Last month, 35 people from 14 countries and regions gathered in Jakarta, Indonesia for YATRA (Youth in Asia Training in Religious Amity), where I attended on behalf of the Uniting Church.
YATRA, meaning journey in Sanskrit, is an annual two-week program, organised by the World Council of Churches (WCC) targeting young people involved in the interfaith space around the Asia Pacific.
The program is intensive, immersive and multi-faceted, allowing participants to discern and explore what it means to be “Passionately Christian and Compassionately Interreligious,” which was the theme for this year’s event.
Participants delved into Indonesian culture in the bustling urban chaos of Jakarta, where to cross the road means sticking out your arm, heading into the traffic and knowing that the sea will part for you.
We received divine hospitality with a vast array of cultural and religious exposure visits, including a Hindu temple, Buddhist temple, a Catholic cathedral and a mosque.
We experienced diverse landscape in a rural setting as well, travelling to Bandung city in West Java, to meet a group of young Muslim and Christian community leaders working together in the midst of that area’s hotbed of social unrest.
The first week was spent delving into the theology of interreligious dialogue and participating in multicultural worship. Each morning we were taken on a journey by our fellow participants to Bangladesh, Pakistan, Myanmar, India, Samoa, Tonga, Philippians and many more countries and faith traditions. Through reading sacred texts, we learned to identify our contextual realities and understand our embedded theology.
The second week was spent living out and embodying our theology, through meeting various peace activists.
I have always tried to approach interreligious work from a relationship level. The common theme that ran through the meetings with peace activists was that change comes through the everyday encounters.
I asked a fellow participant what the most salient lesson for her was and she spoke about the doers; the young social activists who chose understanding over fear.
“They inspired me so much and changed the way I engage with opposing ideologies,” she said.
“That approaching people as friends is the only way forward for real peace and love”.
The YATRA program is truly transformative. Sharing the space with 34 other people from across the globe can be quite a confronting experience, but it is within that space that we learn the most about our own capabilities.
The cultural context that each person brings invited deep listening and deep learning. Listening to ourselves and others and learning where, in our thoughts and theology we are embedded; learning to be reflexive; then understanding and practising how we can live out our faith as passionate Christians.
The people and this place have energised me and will be forever in my heart. Their faith, creativity, and the courage it takes to bridges across cultural and religious divides, are nothing short of inspiring.
Do you agree that everyday encounters are the best way to bridge divides between faiths? Do you have any examples?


> YOUR GOAL
Exactly as written, retype all of the records that come next.

> DATA SUPPLIED
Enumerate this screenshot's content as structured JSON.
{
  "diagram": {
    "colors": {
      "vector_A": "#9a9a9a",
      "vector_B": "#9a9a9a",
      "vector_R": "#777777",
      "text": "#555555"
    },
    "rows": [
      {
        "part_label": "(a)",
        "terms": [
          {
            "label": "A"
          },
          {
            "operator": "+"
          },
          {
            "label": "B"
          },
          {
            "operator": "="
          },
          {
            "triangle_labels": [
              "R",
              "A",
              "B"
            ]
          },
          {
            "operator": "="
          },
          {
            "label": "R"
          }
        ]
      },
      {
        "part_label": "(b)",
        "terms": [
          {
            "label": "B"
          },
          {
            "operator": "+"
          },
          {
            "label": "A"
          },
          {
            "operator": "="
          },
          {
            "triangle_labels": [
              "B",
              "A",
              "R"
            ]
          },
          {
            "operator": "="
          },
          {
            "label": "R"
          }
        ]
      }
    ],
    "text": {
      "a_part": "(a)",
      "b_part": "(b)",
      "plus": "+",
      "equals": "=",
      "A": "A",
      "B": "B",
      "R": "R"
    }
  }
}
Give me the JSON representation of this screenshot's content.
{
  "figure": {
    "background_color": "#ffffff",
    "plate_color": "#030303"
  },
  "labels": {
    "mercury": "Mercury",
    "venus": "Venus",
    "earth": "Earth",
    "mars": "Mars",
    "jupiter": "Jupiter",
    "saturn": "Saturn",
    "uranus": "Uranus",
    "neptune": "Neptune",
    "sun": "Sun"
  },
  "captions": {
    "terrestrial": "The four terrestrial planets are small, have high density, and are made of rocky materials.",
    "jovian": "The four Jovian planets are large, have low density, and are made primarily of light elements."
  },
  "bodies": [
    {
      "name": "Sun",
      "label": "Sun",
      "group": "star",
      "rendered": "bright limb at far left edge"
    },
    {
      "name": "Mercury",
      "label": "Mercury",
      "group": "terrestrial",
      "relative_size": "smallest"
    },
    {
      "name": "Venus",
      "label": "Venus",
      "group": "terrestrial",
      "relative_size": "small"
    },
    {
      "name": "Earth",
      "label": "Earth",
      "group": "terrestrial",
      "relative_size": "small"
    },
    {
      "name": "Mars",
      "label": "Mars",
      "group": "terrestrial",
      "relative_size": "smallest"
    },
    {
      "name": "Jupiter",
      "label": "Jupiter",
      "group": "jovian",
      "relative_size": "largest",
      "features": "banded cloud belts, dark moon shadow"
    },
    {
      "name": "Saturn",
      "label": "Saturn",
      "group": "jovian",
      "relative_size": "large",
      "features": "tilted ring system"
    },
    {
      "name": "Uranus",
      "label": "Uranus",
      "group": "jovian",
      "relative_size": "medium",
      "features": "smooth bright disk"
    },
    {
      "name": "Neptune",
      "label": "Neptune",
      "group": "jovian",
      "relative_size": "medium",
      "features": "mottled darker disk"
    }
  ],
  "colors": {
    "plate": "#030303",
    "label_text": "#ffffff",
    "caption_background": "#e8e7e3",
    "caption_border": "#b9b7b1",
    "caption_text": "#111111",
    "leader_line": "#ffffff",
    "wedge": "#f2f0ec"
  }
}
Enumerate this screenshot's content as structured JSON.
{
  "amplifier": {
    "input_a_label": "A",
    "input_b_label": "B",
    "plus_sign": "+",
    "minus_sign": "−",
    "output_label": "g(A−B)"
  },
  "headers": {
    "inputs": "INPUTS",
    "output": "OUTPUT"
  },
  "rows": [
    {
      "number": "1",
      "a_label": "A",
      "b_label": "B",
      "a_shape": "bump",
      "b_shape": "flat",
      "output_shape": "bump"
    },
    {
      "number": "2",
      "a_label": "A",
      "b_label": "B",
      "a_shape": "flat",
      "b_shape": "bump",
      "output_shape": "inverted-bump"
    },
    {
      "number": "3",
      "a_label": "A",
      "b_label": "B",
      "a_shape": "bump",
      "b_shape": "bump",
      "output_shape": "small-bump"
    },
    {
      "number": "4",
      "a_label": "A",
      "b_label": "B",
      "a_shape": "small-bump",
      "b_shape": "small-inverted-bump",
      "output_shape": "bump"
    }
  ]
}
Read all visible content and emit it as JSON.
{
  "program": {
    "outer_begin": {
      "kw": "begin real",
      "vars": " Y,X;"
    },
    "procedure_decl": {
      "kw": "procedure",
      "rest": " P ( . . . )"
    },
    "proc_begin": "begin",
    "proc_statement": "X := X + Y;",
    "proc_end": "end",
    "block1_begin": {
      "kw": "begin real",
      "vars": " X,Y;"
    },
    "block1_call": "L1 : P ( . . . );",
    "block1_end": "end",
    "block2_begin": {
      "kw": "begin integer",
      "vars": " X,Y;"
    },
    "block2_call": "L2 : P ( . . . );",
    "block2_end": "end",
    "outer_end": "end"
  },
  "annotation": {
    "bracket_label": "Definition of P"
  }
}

> FINISHED EXERCISE
Enumerate this screenshot's content as structured JSON.
{
  "diagram": {
    "colors": {
      "vector_A": "#9a9a9a",
      "vector_B": "#9a9a9a",
      "vector_R": "#777777",
      "text": "#555555"
    },
    "rows": [
      {
        "part_label": "(a)",
        "terms": [
          {
            "label": "A"
          },
          {
            "operator": "+"
          },
          {
            "label": "B"
          },
          {
            "operator": "="
          },
          {
            "triangle_labels": [
              "R",
              "A",
              "B"
            ]
          },
          {
            "operator": "="
          },
          {
            "label": "R"
          }
        ]
      },
      {
        "part_label": "(b)",
        "terms": [
          {
            "label": "B"
          },
          {
            "operator": "+"
          },
          {
            "label": "A"
          },
          {
            "operator": "="
          },
          {
            "triangle_labels": [
              "B",
              "A",
              "R"
            ]
          },
          {
            "operator": "="
          },
          {
            "label": "R"
          }
        ]
      }
    ],
    "text": {
      "a_part": "(a)",
      "b_part": "(b)",
      "plus": "+",
      "equals": "=",
      "A": "A",
      "B": "B",
      "R": "R"
    }
  }
}
Give me the JSON representation of this screenshot's content.
{
  "figure": {
    "background_color": "#ffffff",
    "plate_color": "#030303"
  },
  "labels": {
    "mercury": "Mercury",
    "venus": "Venus",
    "earth": "Earth",
    "mars": "Mars",
    "jupiter": "Jupiter",
    "saturn": "Saturn",
    "uranus": "Uranus",
    "neptune": "Neptune",
    "sun": "Sun"
  },
  "captions": {
    "terrestrial": "The four terrestrial planets are small, have high density, and are made of rocky materials.",
    "jovian": "The four Jovian planets are large, have low density, and are made primarily of light elements."
  },
  "bodies": [
    {
      "name": "Sun",
      "label": "Sun",
      "group": "star",
      "rendered": "bright limb at far left edge"
    },
    {
      "name": "Mercury",
      "label": "Mercury",
      "group": "terrestrial",
      "relative_size": "smallest"
    },
    {
      "name": "Venus",
      "label": "Venus",
      "group": "terrestrial",
      "relative_size": "small"
    },
    {
      "name": "Earth",
      "label": "Earth",
      "group": "terrestrial",
      "relative_size": "small"
    },
    {
      "name": "Mars",
      "label": "Mars",
      "group": "terrestrial",
      "relative_size": "smallest"
    },
    {
      "name": "Jupiter",
      "label": "Jupiter",
      "group": "jovian",
      "relative_size": "largest",
      "features": "banded cloud belts, dark moon shadow"
    },
    {
      "name": "Saturn",
      "label": "Saturn",
      "group": "jovian",
      "relative_size": "large",
      "features": "tilted ring system"
    },
    {
      "name": "Uranus",
      "label": "Uranus",
      "group": "jovian",
      "relative_size": "medium",
      "features": "smooth bright disk"
    },
    {
      "name": "Neptune",
      "label": "Neptune",
      "group": "jovian",
      "relative_size": "medium",
      "features": "mottled darker disk"
    }
  ],
  "colors": {
    "plate": "#030303",
    "label_text": "#ffffff",
    "caption_background": "#e8e7e3",
    "caption_border": "#b9b7b1",
    "caption_text": "#111111",
    "leader_line": "#ffffff",
    "wedge": "#f2f0ec"
  }
}
Enumerate this screenshot's content as structured JSON.
{
  "amplifier": {
    "input_a_label": "A",
    "input_b_label": "B",
    "plus_sign": "+",
    "minus_sign": "−",
    "output_label": "g(A−B)"
  },
  "headers": {
    "inputs": "INPUTS",
    "output": "OUTPUT"
  },
  "rows": [
    {
      "number": "1",
      "a_label": "A",
      "b_label": "B",
      "a_shape": "bump",
      "b_shape": "flat",
      "output_shape": "bump"
    },
    {
      "number": "2",
      "a_label": "A",
      "b_label": "B",
      "a_shape": "flat",
      "b_shape": "bump",
      "output_shape": "inverted-bump"
    },
    {
      "number": "3",
      "a_label": "A",
      "b_label": "B",
      "a_shape": "bump",
      "b_shape": "bump",
      "output_shape": "small-bump"
    },
    {
      "number": "4",
      "a_label": "A",
      "b_label": "B",
      "a_shape": "small-bump",
      "b_shape": "small-inverted-bump",
      "output_shape": "bump"
    }
  ]
}
Read all visible content and emit it as JSON.
{
  "program": {
    "outer_begin": {
      "kw": "begin real",
      "vars": " Y,X;"
    },
    "procedure_decl": {
      "kw": "procedure",
      "rest": " P ( . . . )"
    },
    "proc_begin": "begin",
    "proc_statement": "X := X + Y;",
    "proc_end": "end",
    "block1_begin": {
      "kw": "begin real",
      "vars": " X,Y;"
    },
    "block1_call": "L1 : P ( . . . );",
    "block1_end": "end",
    "block2_begin": {
      "kw": "begin integer",
      "vars": " X,Y;"
    },
    "block2_call": "L2 : P ( . . . );",
    "block2_end": "end",
    "outer_end": "end"
  },
  "annotation": {
    "bracket_label": "Definition of P"
  }
}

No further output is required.